How could being positive ever be toxic? Well, when it makes you feel pressure to squelch any emotions that could be seen as “negative,” like sadness, grief, or fear.

I’ve had my own struggles with toxic positivity. A student commented in an anonymous teaching evaluation fifteen or so years ago that I was “aggressively positive.” I was used to being noticed for my optimism, but the word “aggressively” caught my attention. While the rest of the student’s comments were positive or neutral, that one stuck with me and I turned it over in my mind for a long time. Being “aggressively positive” didn’t feel like a compliment.

I prided myself on not complaining, and over time my definition of complaining became so broad that it encompassed even neutral observations. I began to recognize in myself resistance to sadness and other emotions I saw as negative. When friends and students shared hard news with me, I noticed a strong impulse to reframe what they told me in a more positive way. Sometimes the reframings were productive, like when I helped a student who was fired from their job recognize it as an opportunity to find a job that was a better fit.

But other times, my reframing was a denial of the gravity of a situation; a student who was broken up with by their partner wasn’t helped by my reframing of it as a chance to explore what they wanted. What that student needed in the moment was for me to acknowledge their pain. It took me a long time to get comfortable with acknowledging pain.

I think my “aggressive positivity” grew out of a fear that people wouldn’t like me if I was negative, coupled with an inability to deal with my own complicated emotions. Dismissing all things negative—either by reframing them or simply ignoring them—allowed me to come across as ceaselessly positive and to deny that I ever felt anything upsetting. I used to laugh about my ability to put a positive spin on anything, but now I see it as a defense mechanism.

What I’ve learned is that reframing pain, sadness, and other emotions I used to see as negative into things I saw as positive—opportunities was my favorite—was just a way to avoid the difficulty of the “negative emotion.” I still felt pain and sadness, I just didn’t talk about it . . . and the less I talked about it, the harder it was to talk about it. My vocabulary around emotions became very limited.

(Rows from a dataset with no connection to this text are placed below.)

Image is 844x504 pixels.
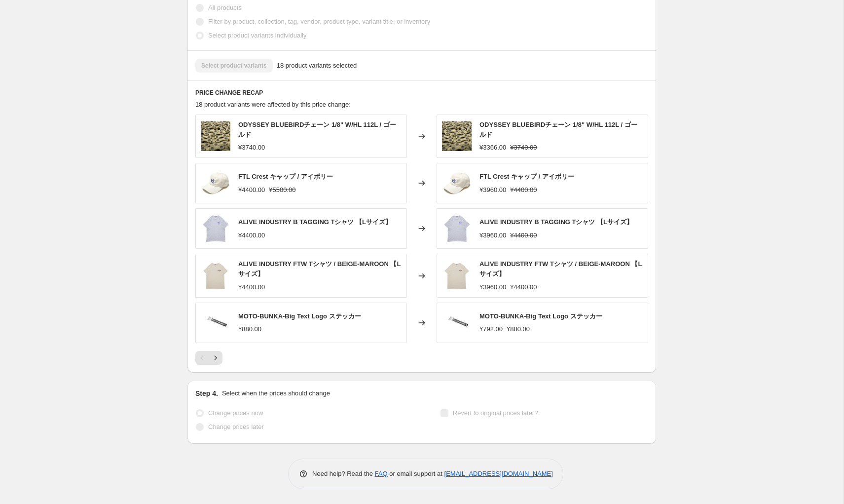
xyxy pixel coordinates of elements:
[201,308,231,338] img: motobunka-biglogo_80x.jpg
[238,218,392,225] span: ALIVE INDUSTRY B TAGGING Tシャツ 【Lサイズ】
[442,308,472,338] img: motobunka-biglogo_80x.jpg
[238,313,361,320] span: MOTO-BUNKA-Big Text Logo ステッカー
[480,282,506,292] div: ¥3960.00
[445,470,553,477] a: [EMAIL_ADDRESS][DOMAIN_NAME]
[238,185,265,195] div: ¥4400.00
[277,61,357,71] span: 18 product variants selected
[209,351,222,364] button: Next
[375,470,388,477] a: FAQ
[269,185,295,195] strike: ¥5500.00
[201,169,231,198] img: crestcap-Ivory_80x.webp
[195,389,218,398] h2: Step 4.
[510,143,537,153] strike: ¥3740.00
[195,89,648,96] h6: PRICE CHANGE RECAP
[238,324,262,334] div: ¥880.00
[388,470,445,477] span: or email support at
[313,470,375,477] span: Need help? Read the
[510,231,537,241] strike: ¥4400.00
[208,409,263,417] span: Change prices now
[238,231,265,241] div: ¥4400.00
[480,231,506,241] div: ¥3960.00
[195,101,351,108] span: 18 product variants were affected by this price change:
[442,169,472,198] img: crestcap-Ivory_80x.webp
[480,121,638,138] span: ODYSSEY BLUEBIRDチェーン 1/8" W/HL 112L / ゴールド
[201,214,231,244] img: B_Tagging_T_Shirts_Grey_01_80x.jpg
[480,218,633,225] span: ALIVE INDUSTRY B TAGGING Tシャツ 【Lサイズ】
[480,185,506,195] div: ¥3960.00
[238,121,396,138] span: ODYSSEY BLUEBIRDチェーン 1/8" W/HL 112L / ゴールド
[480,313,603,320] span: MOTO-BUNKA-Big Text Logo ステッカー
[208,4,242,11] span: All products
[507,324,530,334] strike: ¥880.00
[201,121,231,151] img: ODSY-Bluebird-1-8-gold_80x.jpg
[222,389,330,398] p: Select when the prices should change
[201,261,231,291] img: FTW_T_Shirt_Sand_01_80x.jpg
[208,32,307,39] span: Select product variants individually
[480,324,503,334] div: ¥792.00
[238,173,333,180] span: FTL Crest キャップ / アイボリー
[442,121,472,151] img: ODSY-Bluebird-1-8-gold_80x.jpg
[480,143,506,153] div: ¥3366.00
[208,423,264,430] span: Change prices later
[238,282,265,292] div: ¥4400.00
[238,143,265,153] div: ¥3740.00
[195,351,222,364] nav: Pagination
[442,214,472,244] img: B_Tagging_T_Shirts_Grey_01_80x.jpg
[442,261,472,291] img: FTW_T_Shirt_Sand_01_80x.jpg
[480,260,642,277] span: ALIVE INDUSTRY FTW Tシャツ / BEIGE-MAROON 【Lサイズ】
[510,282,537,292] strike: ¥4400.00
[510,185,537,195] strike: ¥4400.00
[480,173,575,180] span: FTL Crest キャップ / アイボリー
[238,260,401,277] span: ALIVE INDUSTRY FTW Tシャツ / BEIGE-MAROON 【Lサイズ】
[208,17,430,25] span: Filter by product, collection, tag, vendor, product type, variant title, or inventory
[453,409,538,417] span: Revert to original prices later?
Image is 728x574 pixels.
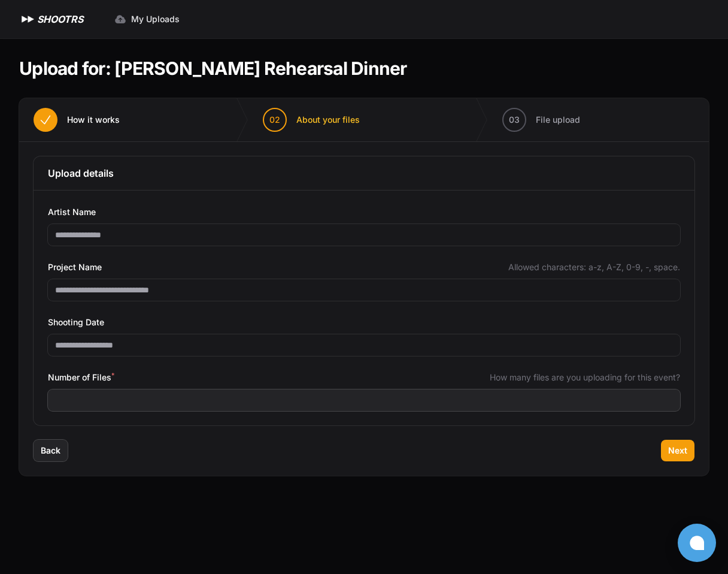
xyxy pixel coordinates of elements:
span: File upload [536,114,580,126]
span: Project Name [48,260,102,274]
h1: Upload for: [PERSON_NAME] Rehearsal Dinner [19,57,407,79]
h3: Upload details [48,166,680,180]
span: Next [668,444,687,457]
span: My Uploads [131,13,179,25]
a: My Uploads [107,9,187,30]
button: 03 File upload [488,98,594,142]
h1: SHOOTRS [37,12,83,26]
span: Allowed characters: a-z, A-Z, 0-9, -, space. [508,261,680,273]
span: How it works [67,114,119,126]
a: SHOOTRS SHOOTRS [19,12,83,26]
button: Next [661,440,694,462]
span: How many files are you uploading for this event? [490,371,680,384]
span: 03 [509,114,520,126]
button: Back [34,440,68,462]
span: About your files [296,114,360,126]
span: Back [41,444,61,457]
span: Shooting Date [48,315,104,330]
button: Open chat window [678,524,716,562]
span: 02 [270,114,280,126]
span: Number of Files [48,370,114,385]
button: 02 About your files [248,98,374,142]
img: SHOOTRS [19,12,37,26]
button: How it works [19,98,134,142]
span: Artist Name [48,205,96,219]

Since my husband’s stroke, I’ve taken a different tact. I’ve chosen to embrace the hard parts of life with the same energy I bring to the easy parts. I’ve learned what it means to turn toward the emotions that used to frighten me.  I’m expanding my vocabulary around emotions. When I have a challenging day, I can say I was sad, sorrowful, anxious, caught up in memories, reflective, grief stricken, heavy hearted, and more—and each of those choices means something distinct to me. None of those terms is bad or even negative—they are simply descriptions of normal emotional states.

All the time I find the topics I think and write about—disability, caregiving, death, and grief—to involve elements of both sadness and joy. In my “aggressively positive” days I would have acknowledged only the joy. Now I acknowledge the sadness, too. Ironically, what kept me from acknowledging the sadness in the past was fear of the sadness, but acknowledging it actually makes it feel less scary.

Going through the experience of my husband’s stroke, becoming his caregiver, and then being widowed has given me a new appreciation for the acknowledgment that sometimes life just sucks. And that’s normal.

I was telling a new acquaintance recently about my husband’s stroke and they said, “That sounds like it must have been intense. What was that like?” I appreciated their response because it both acknowledged the complexity of the situation and invited me to say more about it. They didn’t try to change the subject, lighten the mood, or put a positive spin on things.

I was with another new acquaintance recently when I unexpectedly began crying. Their response was perfect—they asked me what I needed. They didn’t seem shocked by my tears or act like there was anything wrong with me.

These two people demonstrate how simple it can be to normalize events and emotions that are, in fact, normal, but that we often shy away from.